Dear Professor, I need at least a B grade (May 2007)
There's an email doing the rounds of the North American academic blogosphere
that, if it's not apocryphal, would deeply trouble those who have noticed a
feckless, self-absorbed tendency in Australia's student body.
An appalled
academic received the email from a student, stripped it of all identifying
marks, and posted it online:
"I was in your British Literature class in the fall
of 2006," says the unnamed student's email. "For that class, you gave me a grade
of C. I need to have a better grade for this class. As far as I know, I got an
86 on the first paper, and I didn't complete the second assignment. I don't know
what I got on the final essay or exam. I would like for you to change my grade
to at least a B. If this means I must complete the second assignment, I will
attempt to set aside time to do so. Please address this matter immediately."

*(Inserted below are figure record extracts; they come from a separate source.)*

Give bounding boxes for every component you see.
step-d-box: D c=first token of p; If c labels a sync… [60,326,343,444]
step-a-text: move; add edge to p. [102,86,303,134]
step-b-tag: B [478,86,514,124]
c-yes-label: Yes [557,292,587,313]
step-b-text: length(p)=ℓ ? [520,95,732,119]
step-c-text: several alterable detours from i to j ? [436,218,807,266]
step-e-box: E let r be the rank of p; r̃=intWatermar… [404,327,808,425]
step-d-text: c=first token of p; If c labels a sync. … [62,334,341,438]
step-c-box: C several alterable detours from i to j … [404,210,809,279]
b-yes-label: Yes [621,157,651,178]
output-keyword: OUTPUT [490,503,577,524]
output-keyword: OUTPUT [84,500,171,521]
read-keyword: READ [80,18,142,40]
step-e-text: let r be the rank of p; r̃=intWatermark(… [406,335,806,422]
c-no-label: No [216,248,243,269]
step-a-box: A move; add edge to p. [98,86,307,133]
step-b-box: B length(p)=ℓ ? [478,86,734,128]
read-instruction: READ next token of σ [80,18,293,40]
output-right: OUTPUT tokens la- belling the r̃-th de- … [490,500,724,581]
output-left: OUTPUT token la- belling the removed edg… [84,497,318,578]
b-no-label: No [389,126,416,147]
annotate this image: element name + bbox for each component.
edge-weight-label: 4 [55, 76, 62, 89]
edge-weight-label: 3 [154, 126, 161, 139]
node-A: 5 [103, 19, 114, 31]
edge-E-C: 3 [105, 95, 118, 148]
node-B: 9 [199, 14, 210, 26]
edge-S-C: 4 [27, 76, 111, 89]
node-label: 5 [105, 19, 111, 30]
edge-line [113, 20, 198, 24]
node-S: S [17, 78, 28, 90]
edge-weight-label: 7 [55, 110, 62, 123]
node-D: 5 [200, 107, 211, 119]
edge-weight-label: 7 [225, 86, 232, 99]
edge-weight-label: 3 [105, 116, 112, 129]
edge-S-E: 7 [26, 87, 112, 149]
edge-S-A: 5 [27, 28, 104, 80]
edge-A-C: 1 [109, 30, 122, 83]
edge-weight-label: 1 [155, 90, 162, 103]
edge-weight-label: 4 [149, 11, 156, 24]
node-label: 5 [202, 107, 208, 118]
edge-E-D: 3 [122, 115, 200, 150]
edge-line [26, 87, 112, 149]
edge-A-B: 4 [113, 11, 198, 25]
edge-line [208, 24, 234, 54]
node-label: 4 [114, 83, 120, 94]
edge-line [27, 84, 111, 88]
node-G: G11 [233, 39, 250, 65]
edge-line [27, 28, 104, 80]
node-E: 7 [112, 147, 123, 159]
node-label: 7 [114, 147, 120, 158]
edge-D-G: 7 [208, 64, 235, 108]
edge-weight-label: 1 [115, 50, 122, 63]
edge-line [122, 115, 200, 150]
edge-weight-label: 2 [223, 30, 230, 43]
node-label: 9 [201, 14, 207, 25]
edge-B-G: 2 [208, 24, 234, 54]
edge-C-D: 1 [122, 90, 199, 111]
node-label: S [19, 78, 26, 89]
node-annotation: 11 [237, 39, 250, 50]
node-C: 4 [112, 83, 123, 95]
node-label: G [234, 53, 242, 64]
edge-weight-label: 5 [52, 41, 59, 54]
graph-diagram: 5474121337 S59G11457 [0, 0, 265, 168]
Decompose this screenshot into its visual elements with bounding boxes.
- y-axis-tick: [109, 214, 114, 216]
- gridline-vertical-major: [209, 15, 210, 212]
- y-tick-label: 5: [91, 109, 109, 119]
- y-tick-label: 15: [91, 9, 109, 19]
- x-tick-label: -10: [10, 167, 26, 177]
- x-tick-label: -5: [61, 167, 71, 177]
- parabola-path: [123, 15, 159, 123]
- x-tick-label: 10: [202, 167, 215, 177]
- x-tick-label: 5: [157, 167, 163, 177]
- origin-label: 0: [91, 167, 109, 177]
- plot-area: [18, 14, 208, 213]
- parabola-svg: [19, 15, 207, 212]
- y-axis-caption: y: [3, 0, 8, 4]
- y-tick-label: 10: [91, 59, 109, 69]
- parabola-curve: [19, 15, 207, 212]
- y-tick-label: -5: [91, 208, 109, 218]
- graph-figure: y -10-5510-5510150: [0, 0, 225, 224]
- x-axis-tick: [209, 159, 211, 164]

The lowdown on online study (May 2007)
And you thought the big story at Macquarie University was the fate of hundreds
of thousands of dollars in student funds? Nope - it's the treacherous nature of
iLecture, the digital streaming service much patronised by students who sleep
in.
"iLecture is a dangerous beast," says MaryJane, posting as a fourth-year
student in an online debate about hot lecturers at Macquarie. "[iLecture] makes
you think someone is sexy as hell, only to be let down when you Google their
name or actually attend a lecture. It has broken my heart many times."
High-flying Chancellor (May 2007)
Alan Finkel, Monash Uni's new Chancellor, is boldly going where no Chancellor has gone before. He's
one of the few Australians to pony up the $267,000 for Richard Branson's Virgin
Galactic space flight.
A Monash graduate, electrical engineer and
neuroscientist, Finkel put together a successful biotech company, Axon
Instruments, which was recently sold to US interests. A popular science enthusiast, he
stands behind the science magazine Cosmos.
Cultural theory raids the fridge (April 2007)
Perusing the latest Journal of Consumer Culture (as you do!), Snitch came across
an illuminating piece of research by a couple of Canadian and British
researchers, respectively named Hand and Shove.
Condensing Practices: Ways of
Living with a Freezer, by Martin Hand of Queens University and Elizabeth Shove
of Lancaster, suggests the act of shoving your hand in the freezer means much
more than you probably realise. Interviews with "representatives of 40
households" provide "new insight into the ways in which discursive material and
temporal aspects of daily life condense around the freezer. We show how
different ways of living with a freezer are negotiated and maintained ... We
suggest that concepts like those of 'domestication' and 'normalisation' fail to
capture the persistently dynamic status of material objects in daily life, or
their constitutive role in systems of social order. In response, we argue for an
analysis of 'normalisation' as an ongoing achievement, and for an interpretation
of freezing as a surprisingly performative process involving the active
integration of materials, ideologies and skills."